Definition.—Both arms of different size or form, with terminal spines.
8. Amphibrachium clavula, n. sp.
Both arms different in size and form; larger arm club-shaped, four times as long as broad, at the distal end three times as broad as at the base, and twice as long as the smaller arm, which resembles a stalked knob, with thin basal peduncle and spherical distal part. Ends of the two arms thorny (with numerous smaller, and three to five larger spines); one very large conical terminal spine on each pole of the main axis.

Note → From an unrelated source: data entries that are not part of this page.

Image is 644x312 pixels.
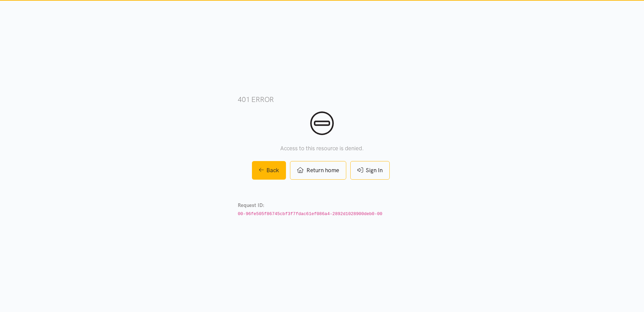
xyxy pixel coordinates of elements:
[238,202,265,208] strong: Request ID:
[350,161,390,180] a: Sign In
[238,211,383,216] code: 00-96fe505f86745cbf3f7fdac61ef086a4-2892d1028900deb0-00
[290,161,346,180] a: Return home
[238,144,407,153] p: Access to this resource is denied.
[238,94,407,104] h3: 401 error
[252,161,286,180] a: Back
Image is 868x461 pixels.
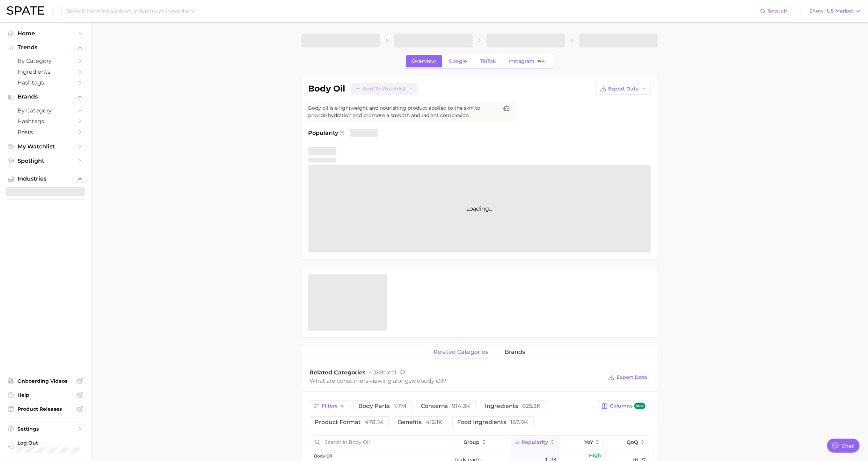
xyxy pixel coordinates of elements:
[18,58,74,64] span: by Category
[617,375,647,380] span: Export Data
[310,436,452,449] input: Search in body oil
[585,440,593,445] span: YoY
[481,59,496,64] span: TikTok
[598,400,649,412] button: Columnsnew
[604,436,649,450] button: QoQ
[6,42,86,53] button: Trends
[6,77,86,88] a: Hashtags
[18,426,74,432] span: Settings
[503,55,553,67] a: InstagramBeta
[308,165,651,252] div: Loading...
[6,66,86,77] a: Ingredients
[315,453,332,460] div: body oil
[421,404,471,409] span: concerns
[322,403,338,409] span: Filters
[18,406,74,412] span: Product Releases
[6,56,86,66] a: by Category
[421,378,444,385] span: body oil
[511,419,529,426] span: 167.9k
[18,93,74,100] span: Brands
[434,349,488,356] span: related categories
[406,55,442,67] a: Overview
[512,436,559,450] button: Popularity
[426,419,443,426] span: 412.1k
[18,45,74,51] span: Trends
[18,107,74,114] span: by Category
[464,440,480,445] span: group
[18,378,74,385] span: Onboarding Videos
[808,6,863,16] button: ShowUS Market
[522,440,548,445] span: Popularity
[474,55,503,67] a: TikTok
[6,91,86,102] button: Brands
[315,420,384,425] span: product format
[6,127,86,138] a: Posts
[6,28,86,39] a: Home
[635,403,645,409] span: new
[610,403,645,409] span: Columns
[522,403,541,409] span: 625.2k
[365,419,384,426] span: 478.1k
[310,400,349,412] button: Filters
[443,55,474,67] a: Google
[6,438,86,455] a: Log out. Currently logged in with e-mail dgauld@soldejaneiro.com.
[809,9,825,13] span: Show
[18,440,82,446] span: Log Out
[363,86,406,92] span: Add to Watchlist
[359,404,406,409] span: body parts
[6,116,86,127] a: Hashtags
[18,176,74,182] span: Industries
[398,420,443,425] span: benefits
[827,9,853,13] span: US Market
[6,105,86,116] a: by Category
[369,369,397,376] span: total
[627,440,638,445] span: QoQ
[394,403,406,409] span: 1.7m
[486,404,541,409] span: ingredients
[452,436,512,450] button: group
[18,144,74,150] span: My Watchlist
[310,369,366,376] span: Related Categories
[6,156,86,166] a: Spotlight
[539,59,545,64] span: Beta
[6,376,86,387] a: Onboarding Videos
[18,129,74,136] span: Posts
[6,390,86,400] a: Help
[457,420,529,425] span: food ingredients
[597,83,651,95] button: Export Data
[7,6,44,15] img: SPATE
[66,5,760,17] input: Search here for a brand, industry, or ingredient
[308,85,346,93] h1: body oil
[6,424,86,434] a: Settings
[452,403,471,409] span: 914.3k
[308,105,498,119] span: Body oil is a lightweight and nourishing product applied to the skin to provide hydration and pro...
[18,79,74,86] span: Hashtags
[412,59,436,64] span: Overview
[308,129,339,137] span: Popularity
[351,83,418,95] button: Add to Watchlist
[18,158,74,164] span: Spotlight
[505,349,525,356] span: brands
[510,59,535,64] span: Instagram
[606,373,649,383] button: Export Data
[18,69,74,75] span: Ingredients
[18,30,74,37] span: Home
[369,369,384,376] span: 4089
[6,174,86,184] button: Industries
[18,118,74,124] span: Hashtags
[6,141,86,152] a: My Watchlist
[18,392,74,398] span: Help
[559,436,604,450] button: YoY
[310,376,604,386] div: What are consumers viewing alongside ?
[609,86,639,92] span: Export Data
[768,8,788,15] span: Search
[589,452,602,460] span: High
[6,404,86,414] a: Product Releases
[450,59,467,64] span: Google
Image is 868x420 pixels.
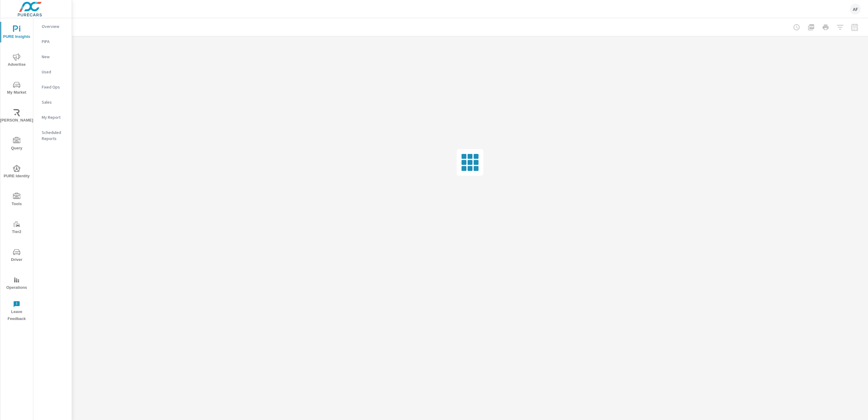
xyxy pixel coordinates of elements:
[42,114,67,120] p: My Report
[2,249,31,263] span: Driver
[2,109,31,124] span: [PERSON_NAME]
[2,81,31,96] span: My Market
[2,276,31,291] span: Operations
[34,52,72,61] div: New
[34,22,72,31] div: Overview
[2,300,31,323] span: Leave Feedback
[2,137,31,152] span: Query
[42,69,67,75] p: Used
[2,26,31,40] span: PURE Insights
[34,83,72,91] div: Fixed Ops
[34,37,72,46] div: PIPA
[42,129,67,141] p: Scheduled Reports
[850,3,861,15] div: AF
[34,113,72,122] div: My Report
[2,220,31,235] span: Tier2
[0,18,33,325] div: nav menu
[42,24,67,30] p: Overview
[34,97,72,107] div: Sales
[2,165,31,179] span: PURE Identity
[2,193,31,208] span: Tools
[2,53,31,68] span: Advertise
[42,54,67,60] p: New
[42,84,67,90] p: Fixed Ops
[34,128,72,143] div: Scheduled Reports
[42,38,67,44] p: PIPA
[42,99,67,105] p: Sales
[34,67,72,77] div: Used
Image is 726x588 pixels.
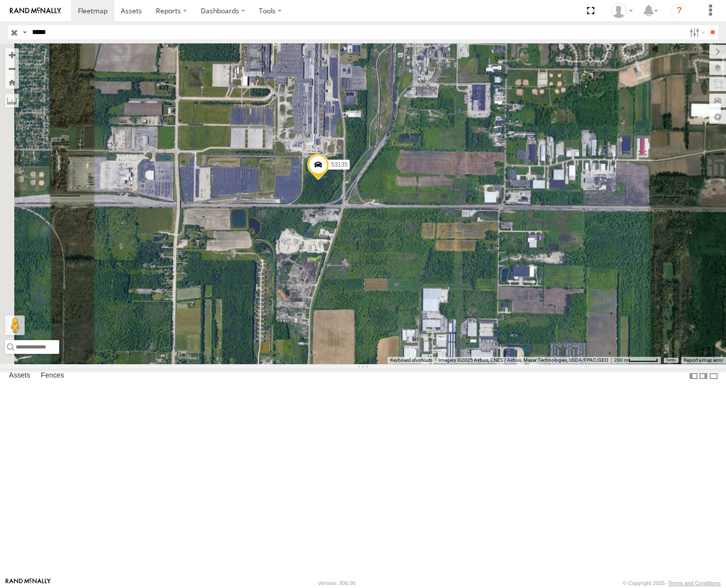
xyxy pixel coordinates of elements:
[390,357,433,364] button: Keyboard shortcuts
[20,25,29,39] label: Search Query
[709,110,726,124] label: Map Settings
[5,94,19,107] label: Measure
[611,357,661,364] button: Map Scale: 200 m per 56 pixels
[4,369,35,383] label: Assets
[623,580,721,586] div: © Copyright 2025 -
[668,580,721,586] a: Terms and Conditions
[684,358,724,363] a: Report a map error
[666,358,676,362] a: Terms
[689,368,699,383] label: Dock Summary Table to the Left
[5,76,19,89] button: Zoom Home
[10,8,61,14] img: rand-logo.svg
[5,62,19,76] button: Zoom out
[5,578,51,588] a: Visit our Website
[709,368,719,383] label: Hide Summary Table
[686,25,707,39] label: Search Filter Options
[439,358,608,363] span: Imagery ©2025 Airbus, CNES / Airbus, Maxar Technologies, USDA/FPAC/GEO
[5,48,19,62] button: Zoom in
[672,3,687,19] i: ?
[699,368,709,383] label: Dock Summary Table to the Right
[331,161,347,168] span: 53135
[36,369,69,383] label: Fences
[5,316,25,335] button: Drag Pegman onto the map to open Street View
[608,4,637,18] div: Miky Transport
[614,358,628,363] span: 200 m
[318,580,355,586] div: Version: 306.00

Dimensions.—Radius of the larger arm 0.3, of the smaller 0.15; distal breadth of the former 0.06, of the latter 0.04; basal breath 0.02.
Habitat.—South Atlantic, Station 333, surface.
Genus 224. Amphymenium,[[263]] Haeckel, 1881, Prodromus, p. 460.
Definition.—Porodiscida with two simple, undivided, chambered arms, opposite in one axis, connected by a patagium.
The genus Amphymenium differs from the preceding Amphibrachium, its ancestral form, by development of a patagium or connecticulum between both arms. This forms a latticed or more spongy envelop, which surrounds either the middle part of the shell, or the whole shell with exception of the distal ends of both arms. If the envelop become very spongy, the shell may be confounded with the cylindrical Ellipside Spongocore (nearly allied to Spongurus); possibly also Ommatogramma of Ehrenberg belongs to this genus.
Subgenus 1. Ommatogramma, Ehrenberg (?).
Definition.—Both opposite arms of the same size and form, blunt, without terminal spines.